Getting the students to the classroom and feeding them is entirely separate from instruction but eats from the same macro-budget.

Busing: Fleet acquisition, diesel fuel, mechanic salaries, and bus driver wages.

Cafeteria: Food prep staff, supply chain costs, and kitchen equipment maintenance.

6. District Administrative Overhead & Capital Debt

The "District Office": Superintendent salaries, HR departments (hiring hundreds of teachers), legal teams, payroll processors, and IT management.

Capital Outlay & Debt Interest: Building new schools to keep up with population growth or paying off the interest on bonds used to build existing ones.

When you apply that 55-60% metric to your $213,000 figure, you get about $117,150 going strictly to direct classroom instruction. Once you subtract the teacher's total compensation package (salary + benefits) from that slice, the math aligns closely with the reality of running a school system."

www.youtube.com

Velly interesting... there are Russians who have died similar deaths for teeing off Vlad.

Not that it happened here, just that it could have; the means are known, and Lindsey was pro-Ukraine and pushing new Russian sanctions.

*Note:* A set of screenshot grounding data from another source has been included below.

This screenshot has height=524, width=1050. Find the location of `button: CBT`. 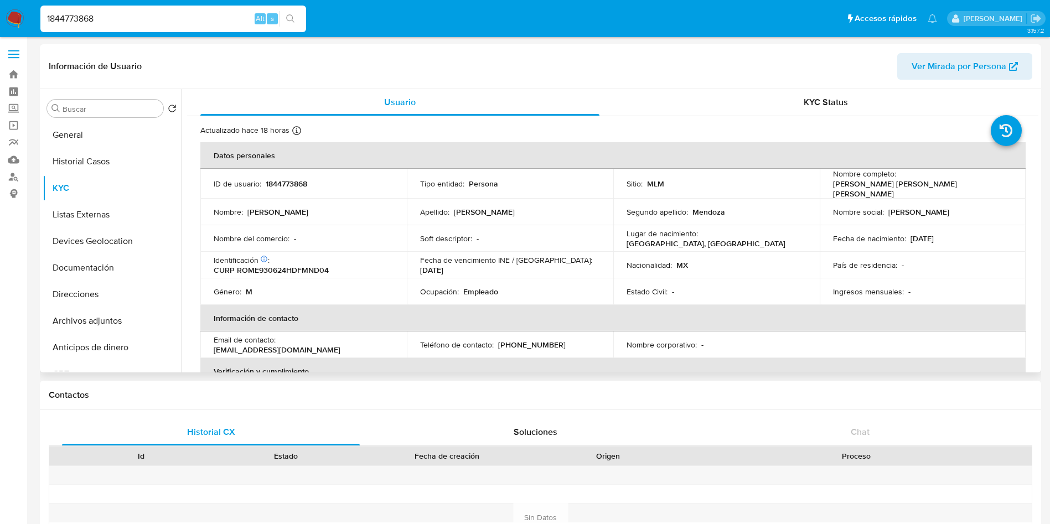

button: CBT is located at coordinates (112, 374).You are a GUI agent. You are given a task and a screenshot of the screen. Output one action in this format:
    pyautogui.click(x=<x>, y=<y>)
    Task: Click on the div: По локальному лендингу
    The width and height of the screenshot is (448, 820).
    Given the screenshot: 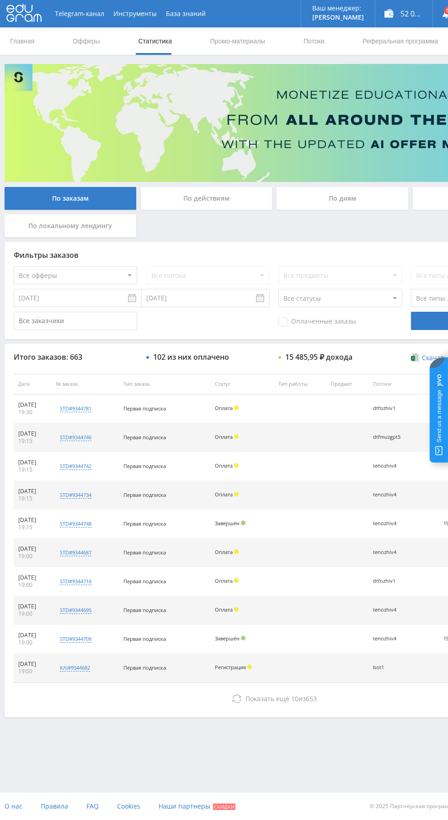 What is the action you would take?
    pyautogui.click(x=70, y=226)
    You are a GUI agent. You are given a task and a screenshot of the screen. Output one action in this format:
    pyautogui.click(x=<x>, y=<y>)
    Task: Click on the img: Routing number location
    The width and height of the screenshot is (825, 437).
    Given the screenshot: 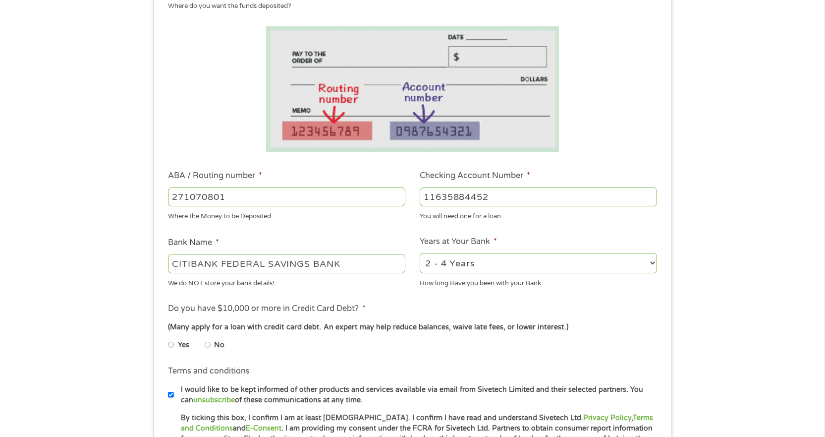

The audio of Trump saying that Graham was, 'tight' when he talked to him 'minutes' before... and DJT thought that wasn't the worse way to go, are SO typically Trump.

#15 | POSTED BY LAMPLIGHTER

Wasn't expecting this level of deflection on a thread about housing.

You do understand the Federal Government sets standards for housing construction if they recieved federal money?
www.acquisition.gov

Meaning all houses federally funded in some form, need to be built within its guidelines, you can of course go beyond that.

So unless a State is willing to forego its Federal funding, your deflection is moot.

Another reply would be whats the point of DeptOfEducation, if they can't enforce some form of standard on the money they pass out. I would proffer the point of federal funding, is to control what is being taught, built, and how elections are conducted, among other things.